EXERCISE AIM: An exact repeat is needed of the lines from the one with "Find the location of a particular element. The" through the last line of the data below. Please omit the pictures.

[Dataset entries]
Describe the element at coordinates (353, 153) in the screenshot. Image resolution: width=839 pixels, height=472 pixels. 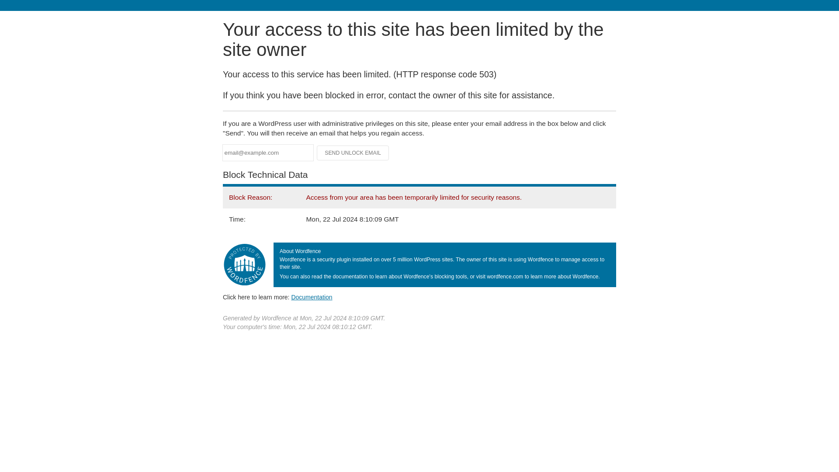
I see `Send Unlock Email` at that location.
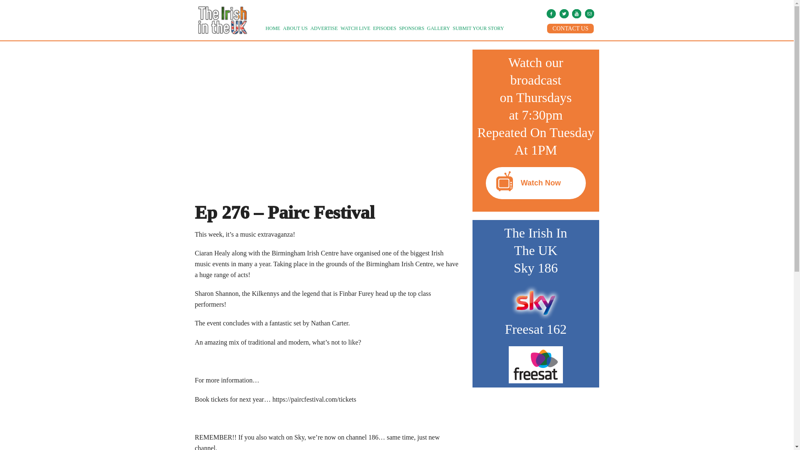  What do you see at coordinates (535, 182) in the screenshot?
I see `Watch Now` at bounding box center [535, 182].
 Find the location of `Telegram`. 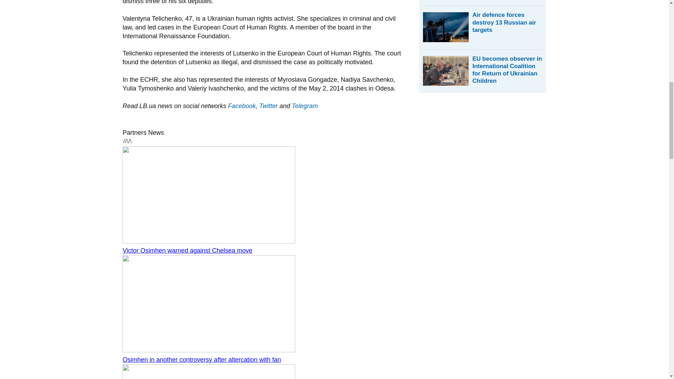

Telegram is located at coordinates (305, 106).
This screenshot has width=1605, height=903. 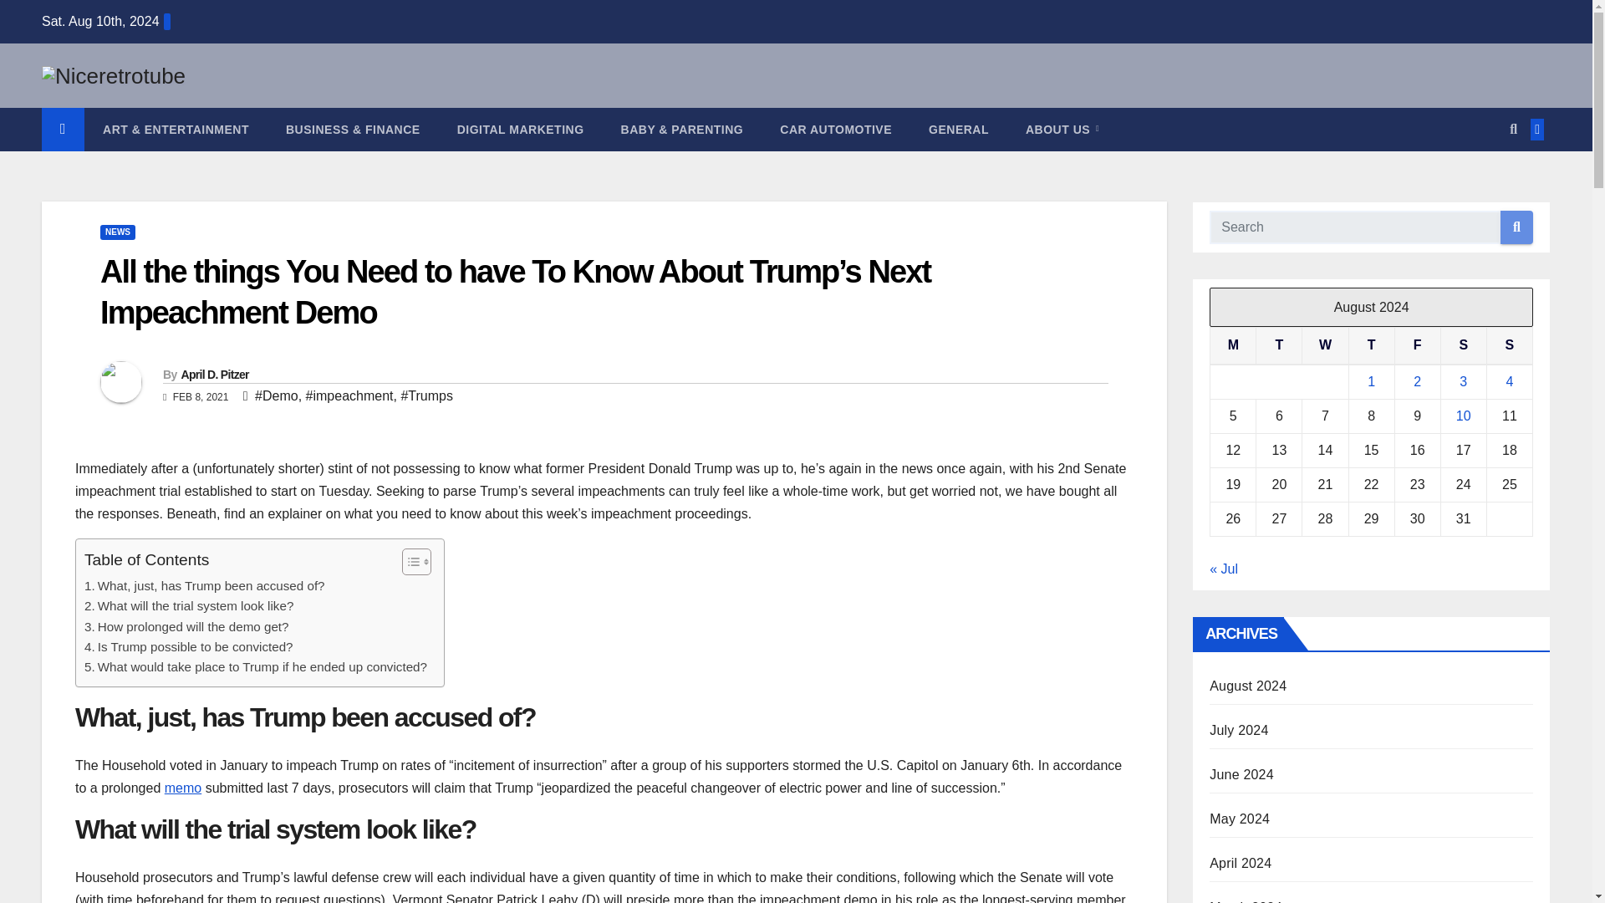 What do you see at coordinates (520, 129) in the screenshot?
I see `Digital Marketing` at bounding box center [520, 129].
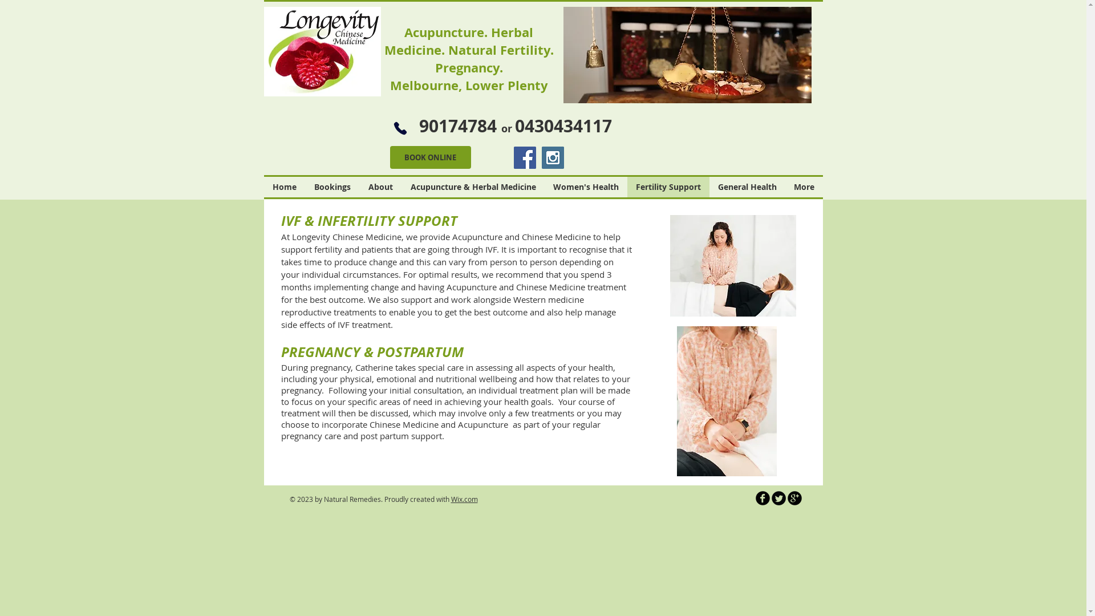 The height and width of the screenshot is (616, 1095). What do you see at coordinates (333, 187) in the screenshot?
I see `Bookings` at bounding box center [333, 187].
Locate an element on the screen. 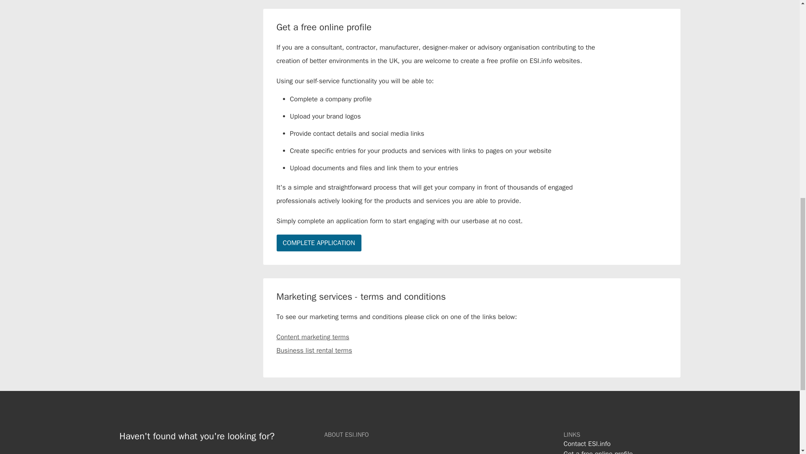 This screenshot has height=454, width=806. Get a free online profile is located at coordinates (598, 451).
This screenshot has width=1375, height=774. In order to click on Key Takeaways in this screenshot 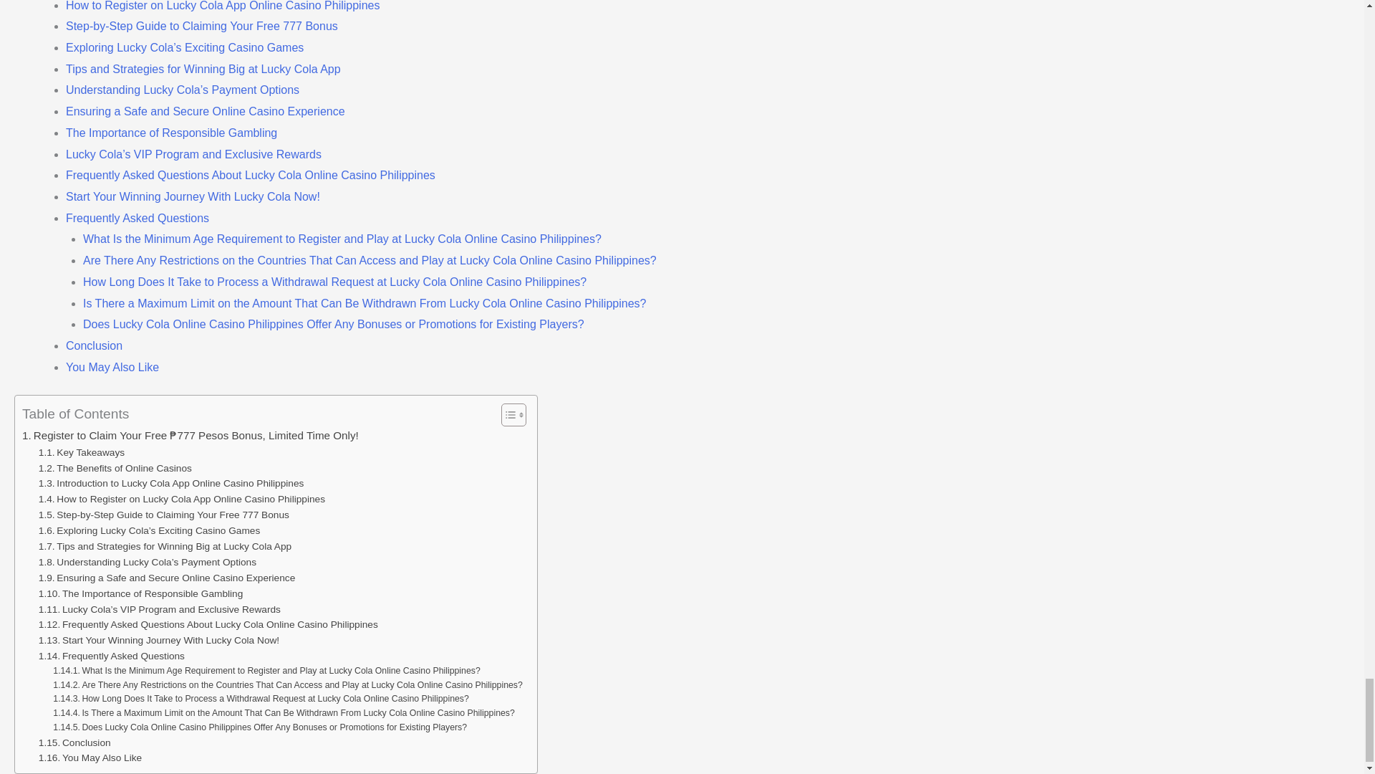, I will do `click(82, 453)`.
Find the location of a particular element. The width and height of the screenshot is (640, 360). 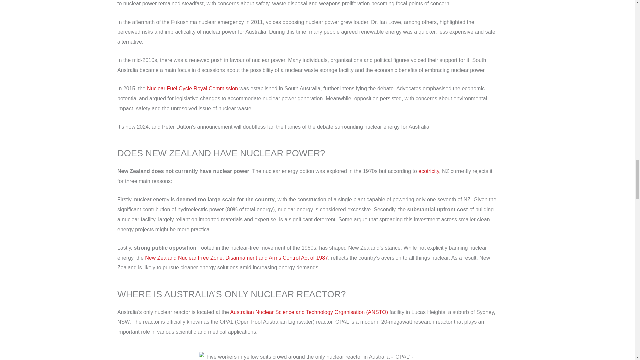

ecotricity is located at coordinates (429, 171).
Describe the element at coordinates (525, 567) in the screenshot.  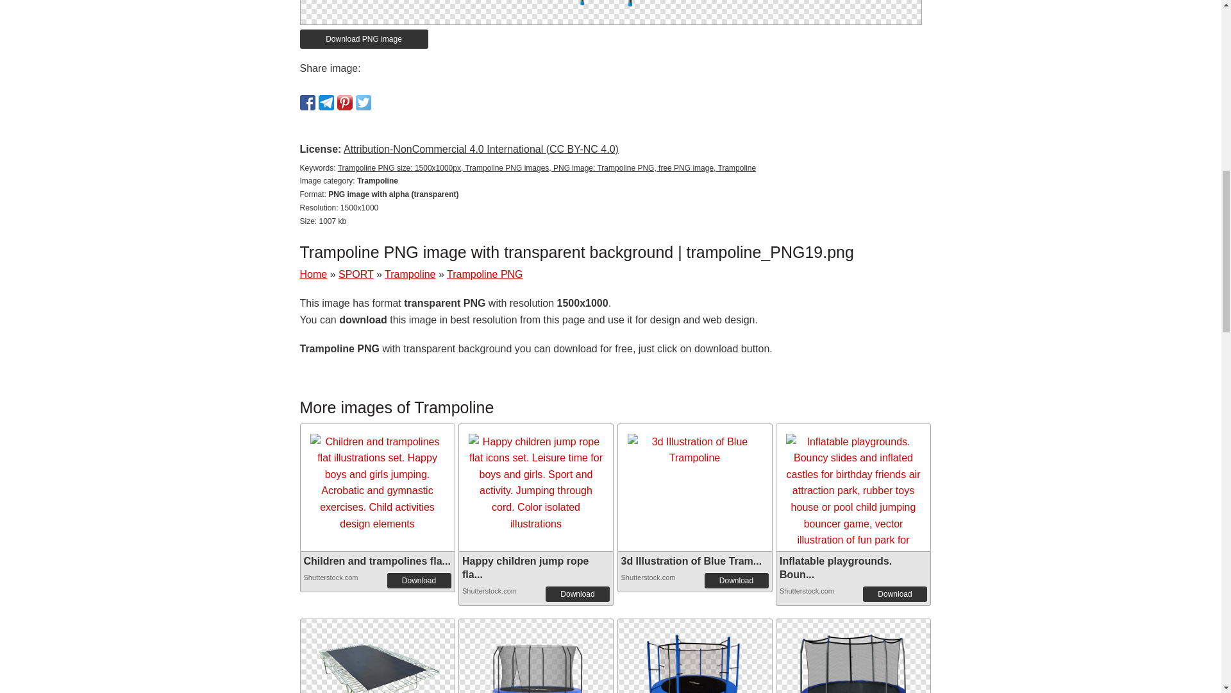
I see `Happy children jump rope fla...` at that location.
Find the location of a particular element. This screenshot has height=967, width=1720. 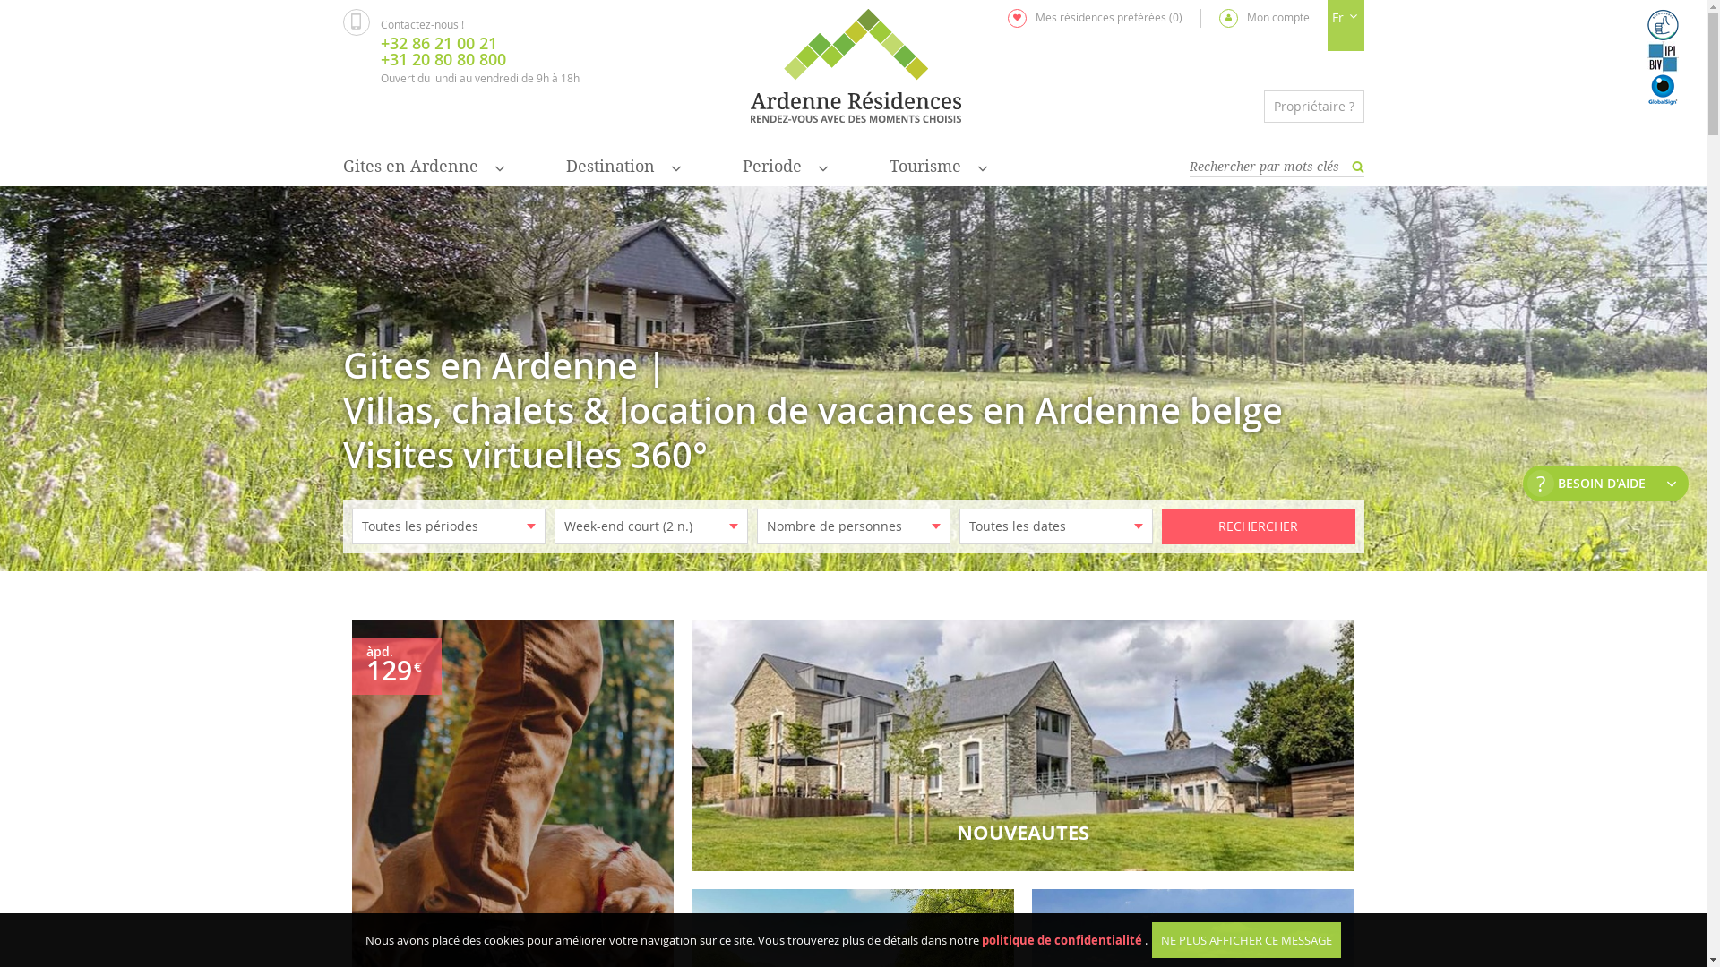

GlobalSign is located at coordinates (1662, 90).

RESULT OF THIS TASK:
Find the location of a particular element. The width and height of the screenshot is (640, 360). 

ecotricity is located at coordinates (429, 171).
Describe the element at coordinates (525, 567) in the screenshot.  
I see `Happy children jump rope fla...` at that location.
Find the location of a particular element. This screenshot has height=967, width=1720. 

GlobalSign is located at coordinates (1662, 90).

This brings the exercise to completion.